Jaki Irvine
Frith Street Gallery, London, UK
Frith Street Gallery, London, UK
Can art upend official histories? The brief answer, I think, is: Yes, if you care to look and listen. The reply becomes trickier when considering Jaki Irvine’s If the Ground Should Open (2016), which revisits the 1916 Easter Rising in Ireland 100 years after the fact. The multi-monitor and sound installation draws visitors’ attention to a group of female revolutionaries, including Elizabeth O’Farrell and Julia Grenan, who have routinely been occluded from masculinist histories of Irish independence. Commissioned by the Irish Museum of Modern Art in Dublin, the piece was shown there last year in a series of interconnected rooms; reworked for Frith Street Gallery in a single space, the installation is an immersive sonic experience posing broad questions of how history can be revisited.
I have long admired Irvine’s clever use of video and sound to create disquieting, fragmentary narratives of love and loss. At Frith Street, the result is affecting and eerie: an array of monitors sits on top of flight cases, each displaying a different black and white film of female musicians playing instruments (drums, bagpipes, double bass) or singing plangent, if largely indecipherable, phrases. To score the work, Irvine used the Scottish canntaireachd system: a compositional strategy used to build chant-like vocalizations and bagpipe music. The resulting sounds, while seemingly abstract, are based on the sonic qualities of the female insurgents’ names – split open into elongated vowels and consonants that lap and wash the gallery.
If the Ground Should Open is partly developed from Irvine’s 2013 novel, Days of Surrender, which imaginatively reconstructs the experiences of women in the uprising. Pages of the novel are included in the exhibition, with names highlighted – Aoife de Búrca, Dr Kathleen Lynn, Maggie Skinnider – for use in the musical score. The themes of inclusion and exclusion are also explored in Days of Surrender, notably the inclusion as a frontispiece of a blurred archival photograph of Pádraic Pearse, the revolutionary leader, surrendering to British soldiers. What the photograph barely reveals is another figure, obscured by his profile: Elizabeth O’Farrell, who had accompanied Pearse to meet the enemy. She is, quite literally, ‘hidden from history’, to invoke Sheila Rowbotham’s famous phrase.
Irvine’s book and installation give voice to these revolutionary women: the performers are stand-ins for the heroines that they invoke, like a contemporary revolutionary cadre who brandish instruments rather than guns. The continuing need for struggle in the present day is made clear in the installation: the monitors intermittently play texts excerpted from taped conversations of Anglo-Irish bankers following the 2008 financial crisis, which roll across the screen like courtroom evidence. The underhand actions of today’s bankers, which Irvine considers close to treason for their role in destabilizing states, stands in stark contrast to the militant nationalism of 1916.
Beyond the Irish context, Irvine’s installation feels particularly relevant to the current turbulent global political climate. While contemporary art has often, somewhat lazily, asserted the relativity of all truths, today this could
be interpreted as a right-wing stance. Irvine sidesteps the problem by shoring-up historical fact with subjective experience. Her work suggests that history and memory, voice and written record, need not be opposites; they
can together help build a more subtle account of the past for the needs of the present.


# Required action
Each entry that follows is to be retyped exactly. Pictures do not belong in the copy.

# Source information

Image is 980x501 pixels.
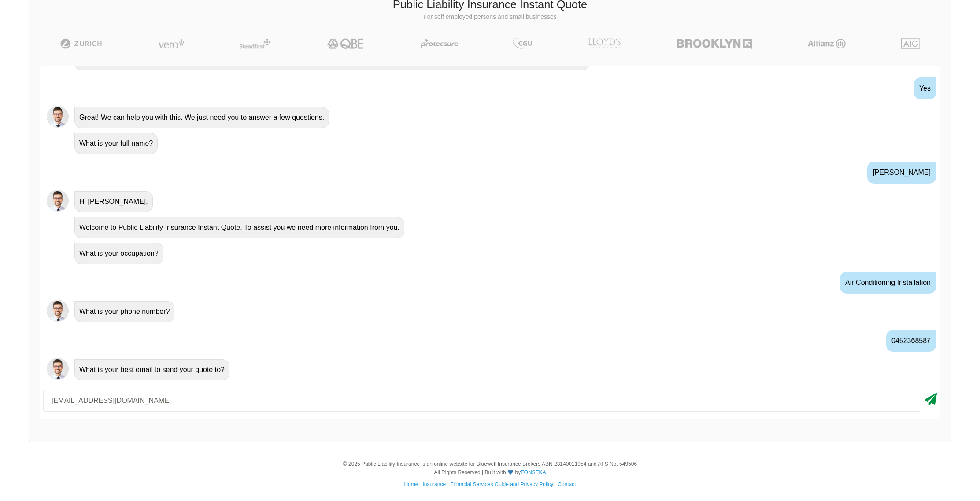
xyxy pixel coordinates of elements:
[450,481,553,488] a: Financial Services Guide and Privacy Policy
[322,38,370,49] img: QBE | Public Liability Insurance
[47,358,69,380] img: Chatbot | PLI
[75,359,230,380] div: What is your best email to send your quote to?
[521,470,546,475] a: FONSEKA
[673,38,756,49] img: Brooklyn | Public Liability Insurance
[75,107,329,128] div: Great! We can help you with this. We just need you to answer a few questions.
[75,133,158,154] div: What is your full name?
[235,38,275,49] img: Steadfast | Public Liability Insurance
[47,300,69,321] img: Chatbot | PLI
[75,191,153,212] div: Hi [PERSON_NAME],
[887,330,936,352] div: 0452368587
[404,481,418,488] a: Home
[155,38,188,49] img: Vero | Public Liability Insurance
[509,38,536,49] img: CGU | Public Liability Insurance
[840,271,936,294] div: air conditioning installation
[43,390,921,412] input: Your email
[898,38,924,49] img: AIG | Public Liability Insurance
[75,243,163,264] div: What is your occupation?
[75,301,174,322] div: What is your phone number?
[47,106,69,128] img: Chatbot | PLI
[423,481,446,488] a: Insurance
[803,38,851,49] img: Allianz | Public Liability Insurance
[583,38,625,49] img: LLOYD's | Public Liability Insurance
[35,13,945,22] p: For self employed persons and small businesses
[914,78,936,100] div: Yes
[75,217,404,238] div: Welcome to Public Liability Insurance Instant Quote. To assist you we need more information from ...
[47,190,69,212] img: Chatbot | PLI
[417,38,461,49] img: Protecsure | Public Liability Insurance
[56,38,106,49] img: Zurich | Public Liability Insurance
[558,481,576,488] a: Contact
[868,162,936,183] div: [PERSON_NAME]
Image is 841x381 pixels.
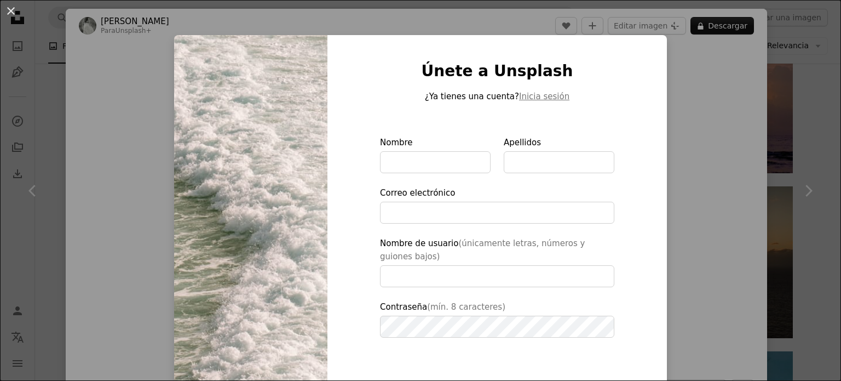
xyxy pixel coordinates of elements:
label: Nombre [380,136,491,173]
label: Nombre de usuario [380,237,614,287]
h1: Únete a Unsplash [380,61,614,81]
p: ¿Ya tienes una cuenta? [380,90,614,103]
span: (únicamente letras, números y guiones bajos) [380,238,585,261]
input: Nombre [380,151,491,173]
button: Inicia sesión [519,90,569,103]
span: (mín. 8 caracteres) [427,302,505,312]
label: Correo electrónico [380,186,614,223]
input: Apellidos [504,151,614,173]
input: Correo electrónico [380,201,614,223]
input: Contraseña(mín. 8 caracteres) [380,315,614,337]
input: Nombre de usuario(únicamente letras, números y guiones bajos) [380,265,614,287]
label: Apellidos [504,136,614,173]
label: Contraseña [380,300,614,337]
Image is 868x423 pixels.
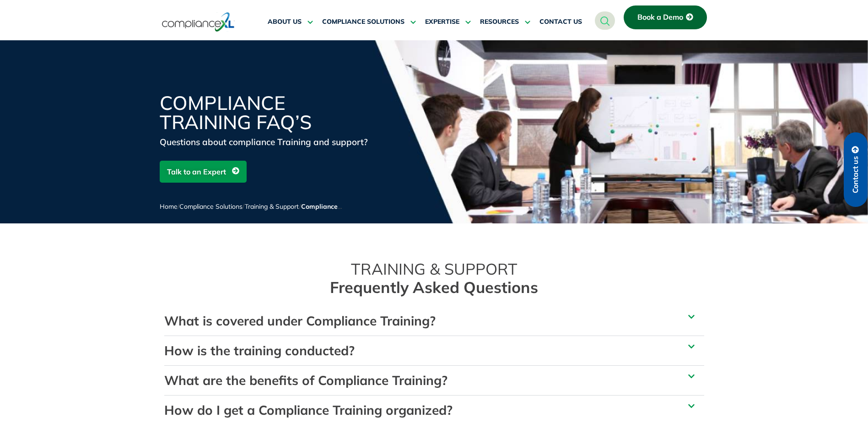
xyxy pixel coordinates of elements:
img: logo-one.svg [162,12,235,33]
div: What is covered under Compliance Training? [164,306,704,336]
a: EXPERTISE [425,11,471,33]
h2: TRAINING & SUPPORT [164,260,704,297]
a: navsearch-button [595,12,615,30]
a: RESOURCES [480,11,530,33]
a: COMPLIANCE SOLUTIONS [322,11,416,33]
a: Book a Demo [623,6,707,29]
span: Contact us [851,156,859,193]
span: / / / [160,202,385,211]
a: Contact us [843,132,867,207]
b: Frequently Asked Questions [330,278,538,297]
a: How do I get a Compliance Training organized? [164,402,453,418]
a: Compliance Solutions [179,202,243,211]
span: RESOURCES [480,18,519,26]
span: EXPERTISE [425,18,459,26]
a: Training & Support [245,202,299,211]
span: ABOUT US [267,18,301,26]
div: What are the benefits of Compliance Training? [164,366,704,395]
a: CONTACT US [540,11,582,33]
a: How is the training conducted? [164,342,354,358]
span: Book a Demo [637,13,683,22]
a: Home [160,202,177,211]
div: How is the training conducted? [164,336,704,366]
a: Talk to an Expert [160,161,246,182]
a: What are the benefits of Compliance Training? [164,372,447,388]
a: What is covered under Compliance Training? [164,313,436,329]
div: Questions about compliance Training and support? [160,135,379,148]
span: Compliance Training FAQ’s [301,202,385,211]
span: COMPLIANCE SOLUTIONS [322,18,405,26]
h1: Compliance Training FAQ’s [160,93,379,132]
span: Talk to an Expert [167,163,226,180]
a: ABOUT US [267,11,313,33]
span: CONTACT US [540,18,582,26]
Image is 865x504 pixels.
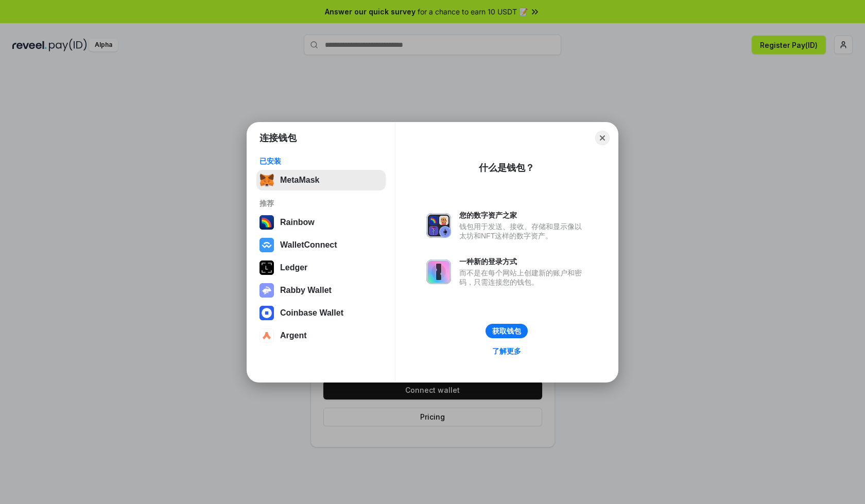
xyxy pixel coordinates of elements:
[259,283,274,298] img: svg+xml,%3Csvg%20xmlns%3D%22http%3A%2F%2Fwww.w3.org%2F2000%2Fsvg%22%20fill%3D%22none%22%20viewBox...
[280,286,331,295] div: Rabby Wallet
[486,323,528,338] button: 获取钱包
[459,221,587,240] div: 钱包用于发送、接收、存储和显示像以太坊和NFT这样的数字资产。
[492,326,521,335] div: 获取钱包
[427,213,451,238] img: svg+xml,%3Csvg%20xmlns%3D%22http%3A%2F%2Fwww.w3.org%2F2000%2Fsvg%22%20fill%3D%22none%22%20viewBox...
[459,257,587,266] div: 一种新的登录方式
[259,329,274,343] img: svg+xml,%3Csvg%20width%3D%2228%22%20height%3D%2228%22%20viewBox%3D%220%200%2028%2028%22%20fill%3D...
[486,344,527,358] a: 了解更多
[257,280,385,301] button: Rabby Wallet
[259,305,274,320] img: svg+xml,%3Csvg%20width%3D%2228%22%20height%3D%2228%22%20viewBox%3D%220%200%2028%2028%22%20fill%3D...
[280,308,343,317] div: Coinbase Wallet
[280,175,319,185] div: MetaMask
[259,157,383,166] div: 已安装
[257,302,385,323] button: Coinbase Wallet
[259,131,297,144] h1: 连接钱包
[259,238,274,252] img: svg+xml,%3Csvg%20width%3D%2228%22%20height%3D%2228%22%20viewBox%3D%220%200%2028%2028%22%20fill%3D...
[257,170,385,190] button: MetaMask
[280,331,307,340] div: Argent
[259,215,274,229] img: svg+xml,%3Csvg%20width%3D%22120%22%20height%3D%22120%22%20viewBox%3D%220%200%20120%20120%22%20fil...
[595,131,609,145] button: Close
[259,173,274,187] img: svg+xml,%3Csvg%20fill%3D%22none%22%20height%3D%2233%22%20viewBox%3D%220%200%2035%2033%22%20width%...
[259,199,383,208] div: 推荐
[459,268,587,287] div: 而不是在每个网站上创建新的账户和密码，只需连接您的钱包。
[257,235,385,256] button: WalletConnect
[427,259,451,284] img: svg+xml,%3Csvg%20xmlns%3D%22http%3A%2F%2Fwww.w3.org%2F2000%2Fsvg%22%20fill%3D%22none%22%20viewBox...
[259,260,274,275] img: svg+xml,%3Csvg%20xmlns%3D%22http%3A%2F%2Fwww.w3.org%2F2000%2Fsvg%22%20width%3D%2228%22%20height%3...
[280,240,337,250] div: WalletConnect
[479,161,535,174] div: 什么是钱包？
[280,218,315,227] div: Rainbow
[280,263,307,272] div: Ledger
[257,325,385,346] button: Argent
[492,347,521,355] div: 了解更多
[257,212,385,233] button: Rainbow
[257,257,385,278] button: Ledger
[459,211,587,220] div: 您的数字资产之家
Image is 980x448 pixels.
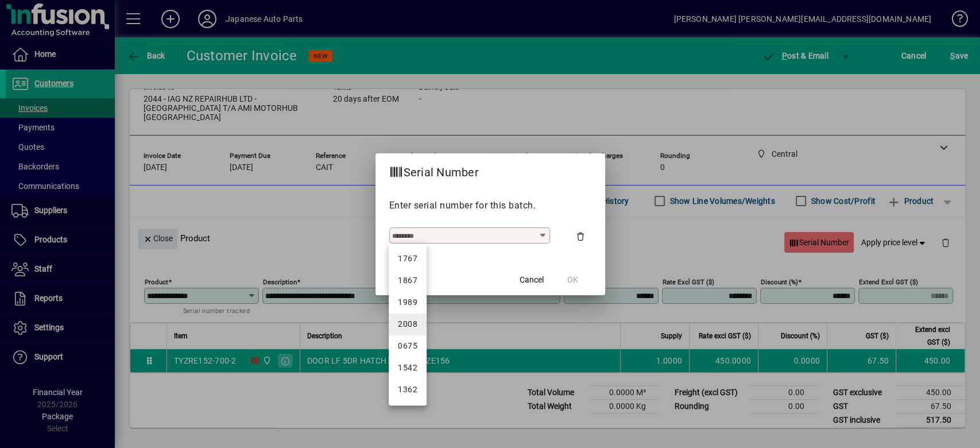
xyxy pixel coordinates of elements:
button: Cancel [513,270,550,290]
h2: Serial Number [375,153,492,187]
mat-option: 1362 [389,379,426,401]
div: 1867 [398,274,417,287]
mat-option: 0675 [389,335,426,357]
div: 1362 [398,383,417,395]
div: 1767 [398,253,417,264]
mat-option: 1767 [389,248,426,270]
mat-option: 2008 [389,313,426,335]
span: Cancel [520,274,543,286]
div: 2008 [398,318,417,330]
div: 1989 [398,296,417,308]
div: 0675 [398,340,417,352]
mat-option: 1867 [389,270,426,291]
mat-option: 1989 [389,291,426,313]
div: 1542 [398,361,417,373]
p: Enter serial number for this batch. [390,199,591,212]
mat-option: 1542 [389,357,426,379]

# Answer section
Image is 980x501 pixels.
xyxy pixel coordinates of elements:
[450,481,553,488] a: Financial Services Guide and Privacy Policy
[322,38,370,49] img: QBE | Public Liability Insurance
[47,358,69,380] img: Chatbot | PLI
[75,359,230,380] div: What is your best email to send your quote to?
[521,470,546,475] a: FONSEKA
[673,38,756,49] img: Brooklyn | Public Liability Insurance
[75,107,329,128] div: Great! We can help you with this. We just need you to answer a few questions.
[75,133,158,154] div: What is your full name?
[235,38,275,49] img: Steadfast | Public Liability Insurance
[47,300,69,321] img: Chatbot | PLI
[75,191,153,212] div: Hi [PERSON_NAME],
[887,330,936,352] div: 0452368587
[404,481,418,488] a: Home
[155,38,188,49] img: Vero | Public Liability Insurance
[509,38,536,49] img: CGU | Public Liability Insurance
[840,271,936,294] div: air conditioning installation
[43,390,921,412] input: Your email
[898,38,924,49] img: AIG | Public Liability Insurance
[75,243,163,264] div: What is your occupation?
[75,301,174,322] div: What is your phone number?
[47,106,69,128] img: Chatbot | PLI
[423,481,446,488] a: Insurance
[803,38,851,49] img: Allianz | Public Liability Insurance
[583,38,625,49] img: LLOYD's | Public Liability Insurance
[35,13,945,22] p: For self employed persons and small businesses
[914,78,936,100] div: Yes
[75,217,404,238] div: Welcome to Public Liability Insurance Instant Quote. To assist you we need more information from ...
[47,190,69,212] img: Chatbot | PLI
[417,38,461,49] img: Protecsure | Public Liability Insurance
[56,38,106,49] img: Zurich | Public Liability Insurance
[558,481,576,488] a: Contact
[868,162,936,183] div: [PERSON_NAME]
Image is 841x381 pixels.
xyxy pixel coordinates of elements:
label: Nombre [380,136,491,173]
label: Nombre de usuario [380,237,614,287]
h1: Únete a Unsplash [380,61,614,81]
p: ¿Ya tienes una cuenta? [380,90,614,103]
span: (únicamente letras, números y guiones bajos) [380,238,585,261]
input: Nombre [380,151,491,173]
button: Inicia sesión [519,90,569,103]
span: (mín. 8 caracteres) [427,302,505,312]
label: Correo electrónico [380,186,614,223]
input: Apellidos [504,151,614,173]
input: Correo electrónico [380,201,614,223]
input: Contraseña(mín. 8 caracteres) [380,315,614,337]
input: Nombre de usuario(únicamente letras, números y guiones bajos) [380,265,614,287]
label: Apellidos [504,136,614,173]
label: Contraseña [380,300,614,337]
Image is 868x423 pixels.
xyxy pixel coordinates of elements:
img: logo-one.svg [162,12,235,33]
div: What is covered under Compliance Training? [164,306,704,336]
a: EXPERTISE [425,11,471,33]
h2: TRAINING & SUPPORT [164,260,704,297]
a: navsearch-button [595,12,615,30]
a: RESOURCES [480,11,530,33]
a: COMPLIANCE SOLUTIONS [322,11,416,33]
a: Book a Demo [623,6,707,29]
span: Contact us [851,156,859,193]
span: / / / [160,202,385,211]
a: Contact us [843,132,867,207]
b: Frequently Asked Questions [330,278,538,297]
a: How do I get a Compliance Training organized? [164,402,453,418]
a: Compliance Solutions [179,202,243,211]
span: RESOURCES [480,18,519,26]
span: EXPERTISE [425,18,459,26]
a: Training & Support [245,202,299,211]
span: ABOUT US [267,18,301,26]
div: What are the benefits of Compliance Training? [164,366,704,395]
a: CONTACT US [540,11,582,33]
a: How is the training conducted? [164,342,354,358]
span: Book a Demo [637,13,683,22]
a: Home [160,202,177,211]
div: How is the training conducted? [164,336,704,366]
a: Talk to an Expert [160,161,246,182]
a: What are the benefits of Compliance Training? [164,372,447,388]
a: What is covered under Compliance Training? [164,313,436,329]
div: Questions about compliance Training and support? [160,135,379,148]
span: Compliance Training FAQ’s [301,202,385,211]
span: COMPLIANCE SOLUTIONS [322,18,405,26]
h1: Compliance Training FAQ’s [160,93,379,132]
span: Talk to an Expert [167,163,226,180]
a: ABOUT US [267,11,313,33]
span: CONTACT US [540,18,582,26]
Image is 865x504 pixels.
xyxy pixel coordinates of elements:
[259,283,274,298] img: svg+xml,%3Csvg%20xmlns%3D%22http%3A%2F%2Fwww.w3.org%2F2000%2Fsvg%22%20fill%3D%22none%22%20viewBox...
[280,286,331,295] div: Rabby Wallet
[486,323,528,338] button: 获取钱包
[459,221,587,240] div: 钱包用于发送、接收、存储和显示像以太坊和NFT这样的数字资产。
[492,326,521,335] div: 获取钱包
[427,213,451,238] img: svg+xml,%3Csvg%20xmlns%3D%22http%3A%2F%2Fwww.w3.org%2F2000%2Fsvg%22%20fill%3D%22none%22%20viewBox...
[459,257,587,266] div: 一种新的登录方式
[259,329,274,343] img: svg+xml,%3Csvg%20width%3D%2228%22%20height%3D%2228%22%20viewBox%3D%220%200%2028%2028%22%20fill%3D...
[486,344,527,358] a: 了解更多
[257,280,385,301] button: Rabby Wallet
[259,305,274,320] img: svg+xml,%3Csvg%20width%3D%2228%22%20height%3D%2228%22%20viewBox%3D%220%200%2028%2028%22%20fill%3D...
[280,308,343,317] div: Coinbase Wallet
[280,175,319,185] div: MetaMask
[259,157,383,166] div: 已安装
[257,302,385,323] button: Coinbase Wallet
[259,131,297,144] h1: 连接钱包
[259,238,274,252] img: svg+xml,%3Csvg%20width%3D%2228%22%20height%3D%2228%22%20viewBox%3D%220%200%2028%2028%22%20fill%3D...
[257,170,385,190] button: MetaMask
[280,331,307,340] div: Argent
[259,215,274,229] img: svg+xml,%3Csvg%20width%3D%22120%22%20height%3D%22120%22%20viewBox%3D%220%200%20120%20120%22%20fil...
[595,131,609,145] button: Close
[259,173,274,187] img: svg+xml,%3Csvg%20fill%3D%22none%22%20height%3D%2233%22%20viewBox%3D%220%200%2035%2033%22%20width%...
[259,199,383,208] div: 推荐
[459,268,587,287] div: 而不是在每个网站上创建新的账户和密码，只需连接您的钱包。
[257,235,385,256] button: WalletConnect
[427,259,451,284] img: svg+xml,%3Csvg%20xmlns%3D%22http%3A%2F%2Fwww.w3.org%2F2000%2Fsvg%22%20fill%3D%22none%22%20viewBox...
[259,260,274,275] img: svg+xml,%3Csvg%20xmlns%3D%22http%3A%2F%2Fwww.w3.org%2F2000%2Fsvg%22%20width%3D%2228%22%20height%3...
[280,240,337,250] div: WalletConnect
[479,161,535,174] div: 什么是钱包？
[280,218,315,227] div: Rainbow
[280,263,307,272] div: Ledger
[257,325,385,346] button: Argent
[492,347,521,355] div: 了解更多
[257,212,385,233] button: Rainbow
[257,257,385,278] button: Ledger
[459,211,587,220] div: 您的数字资产之家
Image is 980x448 pixels.
xyxy pixel coordinates of elements:
button: Cancel [513,270,550,290]
h2: Serial Number [375,153,492,187]
mat-option: 1362 [389,379,426,401]
div: 1867 [398,274,417,287]
mat-option: 0675 [389,335,426,357]
div: 1362 [398,383,417,395]
div: 1767 [398,253,417,264]
mat-option: 1767 [389,248,426,270]
mat-option: 2008 [389,313,426,335]
span: Cancel [520,274,543,286]
div: 2008 [398,318,417,330]
div: 1989 [398,296,417,308]
div: 0675 [398,340,417,352]
mat-option: 1867 [389,270,426,291]
mat-option: 1989 [389,291,426,313]
div: 1542 [398,361,417,373]
p: Enter serial number for this batch. [390,199,591,212]
mat-option: 1542 [389,357,426,379]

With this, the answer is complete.